Making friends is hard as a grown up
This culture is not great at affirming the value of friendship. Whenever even the smallest thing goes wrong in a connection between two friends, there is very little messaging other than that person is toxic and if they aren't for you or serving you then you need to get new friends. For anyone else who feels like these pieces of advice rub the wrong way, you're not wrong. These platitudes are bizarre and frustrating.
Bizarre because: if something isn't serving you, it's toxic? If someone isn't serving you, they're toxic? What? Do we even know what toxic means anymore? Do we even know what being human means anymore? It is not healthy or empowered to view your friendships (or romantic partner for that matter) merely as extensions of yourself for your enjoyment and actualization. No one is going to serve you all the time and that's not even them making a "mistake." That's them being normal. Do you serve anyone else even 50% of the time? Be honest now. Maybe your kids, if they're young, and even then, once they get to a certain age, which they reach pretty quick, 100% service is not good for them. In fact, someone serving you 100% of the time is the thing that's toxic to both you and them, not the other way around.
Frustrating because: are other people doing it better than I am? Is making friends as adults actually really easy such that "just get new friends" is actually viable when one of your friends doesn't respond to your text in the timeframe you assigned in your head for them or doesn't agree with your opinion about something or posts something you disagree with on FB and then defends themselves when you leave a self-righteous and mean comment about it? That last one was weirdly specific, right? Anyway, if y'all out there are making gobs of new friends with ease and flow after age 30, please hit reply and tell me your secrets 'cause I must be doing it wrong. I'm not saying we need to hold onto every single relationship we've ever had, but "this doesn't serve me" is not the metric by which we should be measuring any of our relationships (especially if we're believers--I studied the Bible for what it said about friendship and my findings came out in a self-guided journal, which is taking me a year and a half to figure out how to self publish, but stay tuned for that, because it's coming this year).
It's no wonder mental health issues are skyrocketing: our increased intolerance to things being about something besides ourselves as well as any form of disagreement is plummeting and that is making our friendships brittle. When a friend does something that hurts you, the first response of a healthy person is curiosity rather than criticism or defensiveness. Ask questions, get the other side of the story (this is a person you allegedly care about, remember?), maybe get to know that person's intention - of course, it's been rammed into our heads that "impact matters more than intention," but I don't see that making anyone safer, happier, or more connected in their relationships. After all, you wouldn't want to be thrown out upon your first honest mistake, would you?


Each line of the material below should be reproduced exactly.

----

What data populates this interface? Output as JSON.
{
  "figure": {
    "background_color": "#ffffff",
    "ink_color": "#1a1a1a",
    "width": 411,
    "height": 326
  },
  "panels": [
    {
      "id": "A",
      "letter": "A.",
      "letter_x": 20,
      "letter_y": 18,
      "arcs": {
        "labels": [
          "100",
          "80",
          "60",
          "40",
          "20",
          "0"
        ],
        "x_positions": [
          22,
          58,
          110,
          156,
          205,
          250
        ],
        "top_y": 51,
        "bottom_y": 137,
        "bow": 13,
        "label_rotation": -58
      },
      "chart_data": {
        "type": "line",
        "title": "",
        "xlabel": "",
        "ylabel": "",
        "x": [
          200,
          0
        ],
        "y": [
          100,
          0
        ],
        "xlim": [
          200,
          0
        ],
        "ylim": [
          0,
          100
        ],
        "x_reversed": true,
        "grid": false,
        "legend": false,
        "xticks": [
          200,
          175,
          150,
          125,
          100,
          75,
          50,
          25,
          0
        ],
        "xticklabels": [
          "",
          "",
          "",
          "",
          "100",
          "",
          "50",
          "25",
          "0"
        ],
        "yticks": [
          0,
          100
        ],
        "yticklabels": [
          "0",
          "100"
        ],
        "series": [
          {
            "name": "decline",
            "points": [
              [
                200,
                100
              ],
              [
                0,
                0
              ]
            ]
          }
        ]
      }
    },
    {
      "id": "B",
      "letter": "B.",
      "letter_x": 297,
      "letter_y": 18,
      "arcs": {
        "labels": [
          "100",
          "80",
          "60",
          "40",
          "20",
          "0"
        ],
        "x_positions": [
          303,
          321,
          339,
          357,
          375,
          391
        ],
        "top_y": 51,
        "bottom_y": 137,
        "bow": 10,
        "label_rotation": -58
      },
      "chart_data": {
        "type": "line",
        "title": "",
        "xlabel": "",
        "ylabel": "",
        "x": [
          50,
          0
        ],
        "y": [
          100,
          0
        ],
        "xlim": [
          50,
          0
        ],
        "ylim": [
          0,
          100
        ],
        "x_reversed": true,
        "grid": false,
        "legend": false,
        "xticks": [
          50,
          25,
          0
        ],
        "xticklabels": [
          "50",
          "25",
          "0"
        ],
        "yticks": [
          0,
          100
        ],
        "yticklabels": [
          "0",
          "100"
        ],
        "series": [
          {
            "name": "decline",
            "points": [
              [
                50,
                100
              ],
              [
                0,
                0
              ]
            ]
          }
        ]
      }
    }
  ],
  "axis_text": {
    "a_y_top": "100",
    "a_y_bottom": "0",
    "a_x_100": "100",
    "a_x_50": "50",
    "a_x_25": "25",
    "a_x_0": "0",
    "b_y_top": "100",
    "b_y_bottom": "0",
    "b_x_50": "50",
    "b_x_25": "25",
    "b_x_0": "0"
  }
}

----

[EXERCISE RESPONSE]:
What data populates this interface? Output as JSON.
{
  "figure": {
    "background_color": "#ffffff",
    "ink_color": "#1a1a1a",
    "width": 411,
    "height": 326
  },
  "panels": [
    {
      "id": "A",
      "letter": "A.",
      "letter_x": 20,
      "letter_y": 18,
      "arcs": {
        "labels": [
          "100",
          "80",
          "60",
          "40",
          "20",
          "0"
        ],
        "x_positions": [
          22,
          58,
          110,
          156,
          205,
          250
        ],
        "top_y": 51,
        "bottom_y": 137,
        "bow": 13,
        "label_rotation": -58
      },
      "chart_data": {
        "type": "line",
        "title": "",
        "xlabel": "",
        "ylabel": "",
        "x": [
          200,
          0
        ],
        "y": [
          100,
          0
        ],
        "xlim": [
          200,
          0
        ],
        "ylim": [
          0,
          100
        ],
        "x_reversed": true,
        "grid": false,
        "legend": false,
        "xticks": [
          200,
          175,
          150,
          125,
          100,
          75,
          50,
          25,
          0
        ],
        "xticklabels": [
          "",
          "",
          "",
          "",
          "100",
          "",
          "50",
          "25",
          "0"
        ],
        "yticks": [
          0,
          100
        ],
        "yticklabels": [
          "0",
          "100"
        ],
        "series": [
          {
            "name": "decline",
            "points": [
              [
                200,
                100
              ],
              [
                0,
                0
              ]
            ]
          }
        ]
      }
    },
    {
      "id": "B",
      "letter": "B.",
      "letter_x": 297,
      "letter_y": 18,
      "arcs": {
        "labels": [
          "100",
          "80",
          "60",
          "40",
          "20",
          "0"
        ],
        "x_positions": [
          303,
          321,
          339,
          357,
          375,
          391
        ],
        "top_y": 51,
        "bottom_y": 137,
        "bow": 10,
        "label_rotation": -58
      },
      "chart_data": {
        "type": "line",
        "title": "",
        "xlabel": "",
        "ylabel": "",
        "x": [
          50,
          0
        ],
        "y": [
          100,
          0
        ],
        "xlim": [
          50,
          0
        ],
        "ylim": [
          0,
          100
        ],
        "x_reversed": true,
        "grid": false,
        "legend": false,
        "xticks": [
          50,
          25,
          0
        ],
        "xticklabels": [
          "50",
          "25",
          "0"
        ],
        "yticks": [
          0,
          100
        ],
        "yticklabels": [
          "0",
          "100"
        ],
        "series": [
          {
            "name": "decline",
            "points": [
              [
                50,
                100
              ],
              [
                0,
                0
              ]
            ]
          }
        ]
      }
    }
  ],
  "axis_text": {
    "a_y_top": "100",
    "a_y_bottom": "0",
    "a_x_100": "100",
    "a_x_50": "50",
    "a_x_25": "25",
    "a_x_0": "0",
    "b_y_top": "100",
    "b_y_bottom": "0",
    "b_x_50": "50",
    "b_x_25": "25",
    "b_x_0": "0"
  }
}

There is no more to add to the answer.